Ronald Ribman

Ronald Ribman

Ronald Ribman
Born (1932-05-28) May 28, 1932
New York City
Occupation poet, playwright, author
Nationality American
Citizenship United States
Period 20th and 21st centuries
Genre plays
Notable works The Poison Tree, Cold Storage, The Journey of the Fifth Horse
Notable awards Obie Award, Emmy Nomination, Hull-Warriner Award, Rockefeller Foundation Fellow
Spouse Alice Rosen
Children James and Elana

Ronald Burt Ribman (born May 28, 1932) is an American author, poet and playwright.[1]

Biography

Ribman was born in Sydenham Hospital in New York City to Samuel M. Ribman, a lawyer, and Rosa (Lerner) Ribman. He attended public school in Brooklyn, and graduated P.S. 188 in 1944. Ribman attended Mark Twain Jr. High School, graduating in 1947, and Abraham Lincoln H.S., graduating in 1950. Ribman is a graduate of the University of Pittsburgh, receiving his bachelor's degree in 1954, his master's degree in 1958, and his Ph.D. in 1962. In August 1967, he married Alice Rosen, a registered nurse. The Ribmans have two children, James and Elana.

Ribman served in the United States Army from 1954 to 1956. Following his military service, Ribman worked as a coal broker for the J.E. Ribman Coal Co of Johnstown, Pennsylvania, from 1956 to 1957. Ribman was an assistant professor of English Literature at Otterbein College from 1962 to 1963, and left academia to focus on his plays in 1964 to the present.

Literature

Ribman's poetry first appeared in literary magazines as The Beloit Poetry Journal and The Colorado Quarterly. Ribman's first commercial publication was an article, co-authored with his father, in the April 1964 issue of Harper's Magazine, titled "The Poor Man in the Scales," a study of the problems faced by indigent defendants in the federal courts.[2] Ribman's most famous early play, "The Journey of the Fifth Horse" based on Ivan Turgenev's short story "The Diary of a Superfluous Man," won an Obie Award and starred a young Dustin Hoffman in the role of Zoditch.[3]

NOVEL

• Infinite Absence, April 2016

Plays

Screenplays and television

Publications

Awards and fellowships

In 1975, Ribman was honored by the Rockefeller Foundation with a Playwright-In-Residence fellowship for sustained contribution to American Theater.[4]

Critical commentary and analysis

After the American Repertory Theater's world premier of Ribman's "Sweet Table at the Richelieu,"[5] Jonathan Marks identified a central theme in Ribman's work as having "a preoccupation with the persistence of the past in the present—a recognition that we all carry with us a heavy baggage of seeds, each of which began sprouting at a different time in the past, and never stopped shooting out tendrils: a bag of memories which can never be simply dumped."[6]

http://www.ronaldribman.com

Bibliography and further commentary

References and notes

  1. Much of the information in this article comes from a submission by the subject himself and is archived on the OTRS system as ticket 2008073010036244
  2. Ribman, Ronald; Samuel L. Ribman (April 1964). "The Poor Man in the Scales" (thumbnail preview). Harper's Magazine. New York City: HarperCollins. 228 (1367): 150–158. ISSN 0017-789X. OCLC 4532730. Retrieved 2008-07-31.
  3. "Journey of the Fifth Horse". History. The American Place Theatre. 2005. Retrieved 2008-07-31.
  4. "Recently Processed RF Grant Files" (PDF). Rockefeller Archive Center Newsletter. Sleepy Hollow, New York: Rockefeller Archive Center: 5. September 2005. Retrieved 2008-07-31.
  5. "Season Eight: 1986-87". Production History. American Repertory Theater. 2008. Archived from the original on 2008-06-11. Retrieved 2008-07-31.
  6. Marks, Jonathan (February 1987). A.R.T News. Cambridge, Massachusetts: American Repertory Theater. VII (2). Missing or empty |title= (help) reprinted in American Theater, July/August 1987. See Arthur Hagadus's comments in the same publications.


• [THE TASK]: Please work out how many lines include the word "label" in the entries, and reply with only the count.

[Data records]
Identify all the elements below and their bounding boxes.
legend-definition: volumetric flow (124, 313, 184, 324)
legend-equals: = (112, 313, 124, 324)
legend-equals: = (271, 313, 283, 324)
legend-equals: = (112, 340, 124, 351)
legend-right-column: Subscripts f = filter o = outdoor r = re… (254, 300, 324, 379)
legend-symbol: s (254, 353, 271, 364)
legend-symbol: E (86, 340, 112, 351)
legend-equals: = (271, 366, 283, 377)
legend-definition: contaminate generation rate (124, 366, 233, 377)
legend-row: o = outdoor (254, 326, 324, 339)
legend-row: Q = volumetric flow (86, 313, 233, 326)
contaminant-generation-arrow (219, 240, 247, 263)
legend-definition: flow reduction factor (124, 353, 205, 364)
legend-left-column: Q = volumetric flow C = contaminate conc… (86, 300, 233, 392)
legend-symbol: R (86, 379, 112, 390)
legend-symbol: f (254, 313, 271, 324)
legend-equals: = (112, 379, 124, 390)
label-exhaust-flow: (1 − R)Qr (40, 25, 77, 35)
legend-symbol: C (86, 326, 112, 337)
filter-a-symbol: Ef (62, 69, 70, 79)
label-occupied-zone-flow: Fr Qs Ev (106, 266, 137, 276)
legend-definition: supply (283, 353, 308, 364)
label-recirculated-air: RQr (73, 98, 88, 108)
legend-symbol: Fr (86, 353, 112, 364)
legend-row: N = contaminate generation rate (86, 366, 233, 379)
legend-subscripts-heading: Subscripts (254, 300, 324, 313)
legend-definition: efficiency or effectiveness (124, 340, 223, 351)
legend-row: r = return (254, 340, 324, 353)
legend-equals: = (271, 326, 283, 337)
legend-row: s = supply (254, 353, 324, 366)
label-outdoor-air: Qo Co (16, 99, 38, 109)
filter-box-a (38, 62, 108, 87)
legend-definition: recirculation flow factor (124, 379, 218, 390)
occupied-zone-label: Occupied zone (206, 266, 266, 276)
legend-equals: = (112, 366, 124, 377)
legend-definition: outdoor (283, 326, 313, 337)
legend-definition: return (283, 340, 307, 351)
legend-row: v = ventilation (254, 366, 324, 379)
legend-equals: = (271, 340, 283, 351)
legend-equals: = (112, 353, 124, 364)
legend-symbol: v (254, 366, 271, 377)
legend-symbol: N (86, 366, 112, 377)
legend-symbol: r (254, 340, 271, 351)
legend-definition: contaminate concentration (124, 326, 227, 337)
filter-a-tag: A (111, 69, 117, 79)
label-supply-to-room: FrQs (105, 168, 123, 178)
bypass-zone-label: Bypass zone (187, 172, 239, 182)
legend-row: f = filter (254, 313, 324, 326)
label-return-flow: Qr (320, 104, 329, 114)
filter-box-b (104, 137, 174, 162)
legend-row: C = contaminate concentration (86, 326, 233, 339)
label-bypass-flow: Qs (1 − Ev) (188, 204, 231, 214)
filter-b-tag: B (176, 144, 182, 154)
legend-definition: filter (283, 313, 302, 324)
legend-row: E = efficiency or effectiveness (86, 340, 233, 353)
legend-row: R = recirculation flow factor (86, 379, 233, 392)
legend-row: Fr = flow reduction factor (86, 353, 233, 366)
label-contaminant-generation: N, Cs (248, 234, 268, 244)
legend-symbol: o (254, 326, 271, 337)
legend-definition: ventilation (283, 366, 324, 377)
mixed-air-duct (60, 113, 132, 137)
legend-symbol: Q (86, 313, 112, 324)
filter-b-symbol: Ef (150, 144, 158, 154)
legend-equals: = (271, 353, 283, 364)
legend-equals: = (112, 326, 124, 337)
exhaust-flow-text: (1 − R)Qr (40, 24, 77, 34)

• [EXPECTED OUTPUT]: 10